Jeff Bacon wrote:
> On 4/21/2010 11:04 AM, Lennart Sorensen wrote:
> What version of Busybox are you using? I am finding it difficult to make
> a newer version (1.15.x, 1.16.0) that small. In fact, when I configure
> it with a single applet, I still somehow get a ~200kB binary. Are there
> other options you are using in the build process to make your BB binary
> so small?

You don't have to have just one busybox binary containing everything.

On my 32MB ARM7-ish system, I have init, telnetd and udhdpc each in
separate one-program busybox executables, compiled non-XIP.

Those are individual because they are each long-running programs.
They are not XIP because there is only one instance, so XIP overhead
isn't justified.

Then I have a busybox containing exactly these: test, true, false and
msh.  Those are compiled XIP because there are many instances of them
at once.

Those are the shell, because it is instantiated many times so I want
it to have as little extra stuff as possible.  test, true, false are
forced on by Busybox when msh is enabled, that's why they are included.

Then I have awk, fdisk and login individually, because those are quite
large, or in the case of login, a large data segment (due to password
encryption tables).  Those are all non-XIP, because I don't use them
much. Taking them out of the "big" Busybox makes it quite a lot
smaller.  Reducing data segment size from the big Busybox is more
valuable than reducing code size.

Then I have all the rest of the enabled Busybox programs in a single
executable, compiled with XIP so that multiple instances share code.

All of them are linked statically with uClibc.  Mainly because shared
libs are difficult without FD-PIC, but also it probably makes the data
segment smaller than if there was one large shared uClibc.  But on the
other hand, larger code size and in larger chunks per program, so more
sensitive to fragmentation.  Pros and cons.

The above was done because, despite having 32MB to play with, and
about 10MB free most of the time, when I had one big Busybox and
non-XIP, the system could easily get into a state where allocating
256kB to launch telnetd or a shell from telnetd wasn't possible, so
even remote logging in and rebooting my device wasn't possible.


> [What to work on]: Lines from the one containing "The height and width of the screenshot is (291, 613)." through the last line of the records below are to be repeated exactly.
-- Opening Marker --
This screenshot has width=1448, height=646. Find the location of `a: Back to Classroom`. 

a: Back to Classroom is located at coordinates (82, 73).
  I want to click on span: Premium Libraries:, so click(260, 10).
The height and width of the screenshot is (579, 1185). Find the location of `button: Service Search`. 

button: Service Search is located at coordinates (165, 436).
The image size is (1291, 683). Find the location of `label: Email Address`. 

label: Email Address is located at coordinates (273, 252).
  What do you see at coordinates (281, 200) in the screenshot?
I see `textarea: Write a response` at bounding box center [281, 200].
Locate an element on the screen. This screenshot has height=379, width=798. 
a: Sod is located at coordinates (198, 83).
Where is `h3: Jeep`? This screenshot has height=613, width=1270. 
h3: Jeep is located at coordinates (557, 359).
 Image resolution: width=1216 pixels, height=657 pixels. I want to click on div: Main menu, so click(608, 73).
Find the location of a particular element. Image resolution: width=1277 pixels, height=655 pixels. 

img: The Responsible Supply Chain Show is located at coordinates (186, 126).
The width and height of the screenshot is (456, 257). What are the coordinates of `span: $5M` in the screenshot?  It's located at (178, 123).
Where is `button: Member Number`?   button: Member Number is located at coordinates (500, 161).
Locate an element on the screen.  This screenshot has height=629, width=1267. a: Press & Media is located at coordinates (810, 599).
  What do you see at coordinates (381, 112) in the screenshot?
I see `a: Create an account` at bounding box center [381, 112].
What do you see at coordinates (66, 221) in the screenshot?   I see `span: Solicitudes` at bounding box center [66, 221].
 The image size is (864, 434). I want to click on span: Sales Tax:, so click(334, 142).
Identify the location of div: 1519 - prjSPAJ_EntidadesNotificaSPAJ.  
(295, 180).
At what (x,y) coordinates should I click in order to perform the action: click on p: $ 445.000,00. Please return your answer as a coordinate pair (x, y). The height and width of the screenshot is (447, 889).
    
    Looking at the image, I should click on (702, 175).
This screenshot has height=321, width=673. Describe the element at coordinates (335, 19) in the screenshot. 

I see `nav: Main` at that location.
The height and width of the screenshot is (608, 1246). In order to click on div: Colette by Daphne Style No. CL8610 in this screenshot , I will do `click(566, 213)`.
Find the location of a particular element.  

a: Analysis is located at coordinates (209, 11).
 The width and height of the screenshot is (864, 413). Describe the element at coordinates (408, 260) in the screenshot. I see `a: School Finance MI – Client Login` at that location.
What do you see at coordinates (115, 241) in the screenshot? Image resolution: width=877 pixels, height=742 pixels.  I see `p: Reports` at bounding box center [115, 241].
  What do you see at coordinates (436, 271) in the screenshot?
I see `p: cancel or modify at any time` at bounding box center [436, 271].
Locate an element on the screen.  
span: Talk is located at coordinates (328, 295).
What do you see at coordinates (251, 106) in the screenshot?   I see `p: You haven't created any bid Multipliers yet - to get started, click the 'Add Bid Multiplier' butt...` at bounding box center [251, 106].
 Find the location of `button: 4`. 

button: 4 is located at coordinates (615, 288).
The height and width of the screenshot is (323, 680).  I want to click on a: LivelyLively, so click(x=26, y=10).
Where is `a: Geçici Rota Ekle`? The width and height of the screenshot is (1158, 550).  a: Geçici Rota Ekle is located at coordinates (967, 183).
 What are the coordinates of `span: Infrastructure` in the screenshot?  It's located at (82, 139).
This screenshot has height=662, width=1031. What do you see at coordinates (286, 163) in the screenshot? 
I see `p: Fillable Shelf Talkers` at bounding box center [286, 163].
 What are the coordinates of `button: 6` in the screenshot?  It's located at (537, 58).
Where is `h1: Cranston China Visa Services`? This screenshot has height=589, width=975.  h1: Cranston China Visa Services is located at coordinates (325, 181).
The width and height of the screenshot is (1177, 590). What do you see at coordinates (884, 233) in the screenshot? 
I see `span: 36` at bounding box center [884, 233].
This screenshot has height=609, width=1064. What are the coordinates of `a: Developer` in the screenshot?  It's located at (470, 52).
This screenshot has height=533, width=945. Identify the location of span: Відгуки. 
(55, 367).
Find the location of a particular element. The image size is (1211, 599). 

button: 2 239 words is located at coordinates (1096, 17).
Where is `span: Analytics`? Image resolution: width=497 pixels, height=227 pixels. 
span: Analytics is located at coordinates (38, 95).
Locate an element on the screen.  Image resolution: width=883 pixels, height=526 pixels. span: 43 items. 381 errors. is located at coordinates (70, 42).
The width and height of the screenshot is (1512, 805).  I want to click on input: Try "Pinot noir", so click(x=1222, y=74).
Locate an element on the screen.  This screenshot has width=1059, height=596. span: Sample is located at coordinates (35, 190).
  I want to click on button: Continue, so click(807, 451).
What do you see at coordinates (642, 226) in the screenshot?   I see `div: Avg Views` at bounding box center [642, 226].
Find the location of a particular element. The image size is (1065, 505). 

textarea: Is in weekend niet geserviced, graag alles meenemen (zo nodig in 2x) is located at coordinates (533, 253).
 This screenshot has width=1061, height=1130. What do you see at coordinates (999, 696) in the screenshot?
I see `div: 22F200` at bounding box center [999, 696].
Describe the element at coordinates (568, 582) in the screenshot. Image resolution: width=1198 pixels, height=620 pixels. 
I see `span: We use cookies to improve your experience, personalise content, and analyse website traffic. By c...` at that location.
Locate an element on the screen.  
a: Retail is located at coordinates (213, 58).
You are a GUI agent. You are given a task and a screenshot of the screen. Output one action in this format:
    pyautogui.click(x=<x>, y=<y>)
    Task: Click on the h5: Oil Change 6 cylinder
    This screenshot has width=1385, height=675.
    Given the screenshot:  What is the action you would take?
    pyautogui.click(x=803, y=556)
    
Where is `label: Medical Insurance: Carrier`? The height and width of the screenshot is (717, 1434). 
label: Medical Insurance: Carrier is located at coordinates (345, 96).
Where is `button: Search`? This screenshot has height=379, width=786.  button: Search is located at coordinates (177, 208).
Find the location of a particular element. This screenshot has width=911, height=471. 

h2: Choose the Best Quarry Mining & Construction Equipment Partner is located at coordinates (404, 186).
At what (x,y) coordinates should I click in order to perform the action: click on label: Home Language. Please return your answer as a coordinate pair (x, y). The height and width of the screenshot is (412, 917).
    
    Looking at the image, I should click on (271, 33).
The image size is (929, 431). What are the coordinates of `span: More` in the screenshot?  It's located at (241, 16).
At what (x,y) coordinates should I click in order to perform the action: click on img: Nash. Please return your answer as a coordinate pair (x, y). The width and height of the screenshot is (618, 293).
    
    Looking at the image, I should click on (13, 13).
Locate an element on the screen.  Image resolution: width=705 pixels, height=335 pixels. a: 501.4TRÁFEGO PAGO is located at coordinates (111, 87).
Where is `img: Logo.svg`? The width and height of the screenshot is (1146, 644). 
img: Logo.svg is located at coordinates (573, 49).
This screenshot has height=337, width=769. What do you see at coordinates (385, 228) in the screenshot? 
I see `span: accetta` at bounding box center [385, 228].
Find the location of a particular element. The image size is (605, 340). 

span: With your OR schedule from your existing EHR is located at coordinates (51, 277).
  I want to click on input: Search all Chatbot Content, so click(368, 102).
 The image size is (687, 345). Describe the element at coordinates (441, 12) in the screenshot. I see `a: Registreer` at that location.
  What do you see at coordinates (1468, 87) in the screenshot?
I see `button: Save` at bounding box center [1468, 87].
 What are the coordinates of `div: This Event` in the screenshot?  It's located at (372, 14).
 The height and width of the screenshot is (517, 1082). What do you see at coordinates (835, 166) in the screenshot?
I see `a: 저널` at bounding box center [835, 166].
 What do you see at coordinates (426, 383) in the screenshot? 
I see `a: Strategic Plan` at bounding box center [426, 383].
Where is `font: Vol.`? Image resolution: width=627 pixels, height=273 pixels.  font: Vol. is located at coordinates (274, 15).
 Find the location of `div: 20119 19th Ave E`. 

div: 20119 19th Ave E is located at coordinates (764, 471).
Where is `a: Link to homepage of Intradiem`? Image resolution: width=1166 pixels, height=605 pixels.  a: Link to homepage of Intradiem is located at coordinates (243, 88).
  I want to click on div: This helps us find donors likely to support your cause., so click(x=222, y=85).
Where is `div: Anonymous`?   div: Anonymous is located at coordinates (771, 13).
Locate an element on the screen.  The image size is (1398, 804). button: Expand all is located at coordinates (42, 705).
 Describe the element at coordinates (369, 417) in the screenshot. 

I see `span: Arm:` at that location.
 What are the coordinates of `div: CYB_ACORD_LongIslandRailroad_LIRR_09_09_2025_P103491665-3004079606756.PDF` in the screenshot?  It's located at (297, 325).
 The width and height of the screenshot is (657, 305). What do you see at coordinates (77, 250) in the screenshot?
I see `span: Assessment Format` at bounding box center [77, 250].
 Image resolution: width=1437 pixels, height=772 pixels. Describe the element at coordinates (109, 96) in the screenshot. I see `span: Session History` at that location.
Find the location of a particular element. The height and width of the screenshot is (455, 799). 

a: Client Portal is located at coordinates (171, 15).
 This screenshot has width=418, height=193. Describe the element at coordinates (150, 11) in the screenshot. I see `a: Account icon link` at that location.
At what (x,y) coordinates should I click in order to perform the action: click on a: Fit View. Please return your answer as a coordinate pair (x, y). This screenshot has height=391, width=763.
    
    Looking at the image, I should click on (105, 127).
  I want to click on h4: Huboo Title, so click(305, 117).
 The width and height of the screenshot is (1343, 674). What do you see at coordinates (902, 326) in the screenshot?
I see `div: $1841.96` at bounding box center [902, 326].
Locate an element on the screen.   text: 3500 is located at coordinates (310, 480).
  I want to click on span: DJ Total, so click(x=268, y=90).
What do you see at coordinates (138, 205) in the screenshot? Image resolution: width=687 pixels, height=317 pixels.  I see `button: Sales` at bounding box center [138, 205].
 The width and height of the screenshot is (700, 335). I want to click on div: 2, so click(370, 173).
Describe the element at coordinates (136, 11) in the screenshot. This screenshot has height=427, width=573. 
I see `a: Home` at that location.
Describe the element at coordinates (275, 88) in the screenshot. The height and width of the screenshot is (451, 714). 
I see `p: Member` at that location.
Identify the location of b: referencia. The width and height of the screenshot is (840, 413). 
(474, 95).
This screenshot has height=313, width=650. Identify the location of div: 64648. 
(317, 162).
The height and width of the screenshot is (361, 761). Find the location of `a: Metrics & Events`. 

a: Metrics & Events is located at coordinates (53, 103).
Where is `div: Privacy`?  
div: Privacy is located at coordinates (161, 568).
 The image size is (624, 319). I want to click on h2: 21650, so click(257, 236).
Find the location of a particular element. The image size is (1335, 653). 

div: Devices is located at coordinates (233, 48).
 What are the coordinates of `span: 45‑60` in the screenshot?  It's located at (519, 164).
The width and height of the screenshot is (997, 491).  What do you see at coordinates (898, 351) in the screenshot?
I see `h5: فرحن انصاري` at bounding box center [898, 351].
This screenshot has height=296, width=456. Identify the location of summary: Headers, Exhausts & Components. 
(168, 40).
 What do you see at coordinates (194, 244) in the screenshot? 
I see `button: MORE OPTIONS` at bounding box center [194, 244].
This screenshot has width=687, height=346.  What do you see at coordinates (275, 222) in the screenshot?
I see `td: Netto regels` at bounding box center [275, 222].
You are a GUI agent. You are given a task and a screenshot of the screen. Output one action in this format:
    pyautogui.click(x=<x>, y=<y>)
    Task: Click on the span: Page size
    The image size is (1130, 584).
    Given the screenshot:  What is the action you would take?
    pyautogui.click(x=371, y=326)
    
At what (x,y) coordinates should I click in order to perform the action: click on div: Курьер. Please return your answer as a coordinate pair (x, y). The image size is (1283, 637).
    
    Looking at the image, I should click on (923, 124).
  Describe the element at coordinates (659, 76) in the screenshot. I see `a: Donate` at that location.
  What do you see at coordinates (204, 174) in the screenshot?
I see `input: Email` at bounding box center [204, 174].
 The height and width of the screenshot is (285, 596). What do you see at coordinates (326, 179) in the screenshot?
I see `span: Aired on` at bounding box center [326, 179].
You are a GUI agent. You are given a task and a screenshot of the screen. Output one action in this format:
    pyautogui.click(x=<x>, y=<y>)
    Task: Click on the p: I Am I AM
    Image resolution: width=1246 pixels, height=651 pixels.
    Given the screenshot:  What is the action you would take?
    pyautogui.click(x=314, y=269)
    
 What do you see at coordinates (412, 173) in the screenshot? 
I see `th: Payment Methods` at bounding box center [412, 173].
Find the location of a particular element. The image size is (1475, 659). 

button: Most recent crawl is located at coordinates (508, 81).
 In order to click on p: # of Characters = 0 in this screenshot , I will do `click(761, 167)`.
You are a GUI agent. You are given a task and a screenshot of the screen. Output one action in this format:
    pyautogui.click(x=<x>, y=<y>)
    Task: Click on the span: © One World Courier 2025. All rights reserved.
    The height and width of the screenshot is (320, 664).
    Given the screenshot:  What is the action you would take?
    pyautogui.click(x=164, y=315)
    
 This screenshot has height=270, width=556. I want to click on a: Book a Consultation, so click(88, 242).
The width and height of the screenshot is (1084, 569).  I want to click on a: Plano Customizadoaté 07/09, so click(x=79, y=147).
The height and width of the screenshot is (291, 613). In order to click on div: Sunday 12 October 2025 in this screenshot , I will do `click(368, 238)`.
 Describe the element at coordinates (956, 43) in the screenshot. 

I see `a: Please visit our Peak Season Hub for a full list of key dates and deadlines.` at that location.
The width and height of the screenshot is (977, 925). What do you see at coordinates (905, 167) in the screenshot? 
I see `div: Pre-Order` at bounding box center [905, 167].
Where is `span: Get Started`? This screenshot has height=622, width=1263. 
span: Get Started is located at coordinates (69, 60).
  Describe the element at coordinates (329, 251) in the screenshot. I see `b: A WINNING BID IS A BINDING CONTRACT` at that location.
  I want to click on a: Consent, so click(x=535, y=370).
-- Closing Marker --
> [Answer to the exercise]:
The height and width of the screenshot is (291, 613). In order to click on div: Sunday 12 October 2025 in this screenshot , I will do `click(368, 238)`.
 Describe the element at coordinates (956, 43) in the screenshot. 

I see `a: Please visit our Peak Season Hub for a full list of key dates and deadlines.` at that location.
The width and height of the screenshot is (977, 925). What do you see at coordinates (905, 167) in the screenshot? 
I see `div: Pre-Order` at bounding box center [905, 167].
Where is `span: Get Started`? This screenshot has height=622, width=1263. 
span: Get Started is located at coordinates (69, 60).
  Describe the element at coordinates (329, 251) in the screenshot. I see `b: A WINNING BID IS A BINDING CONTRACT` at that location.
  I want to click on a: Consent, so click(x=535, y=370).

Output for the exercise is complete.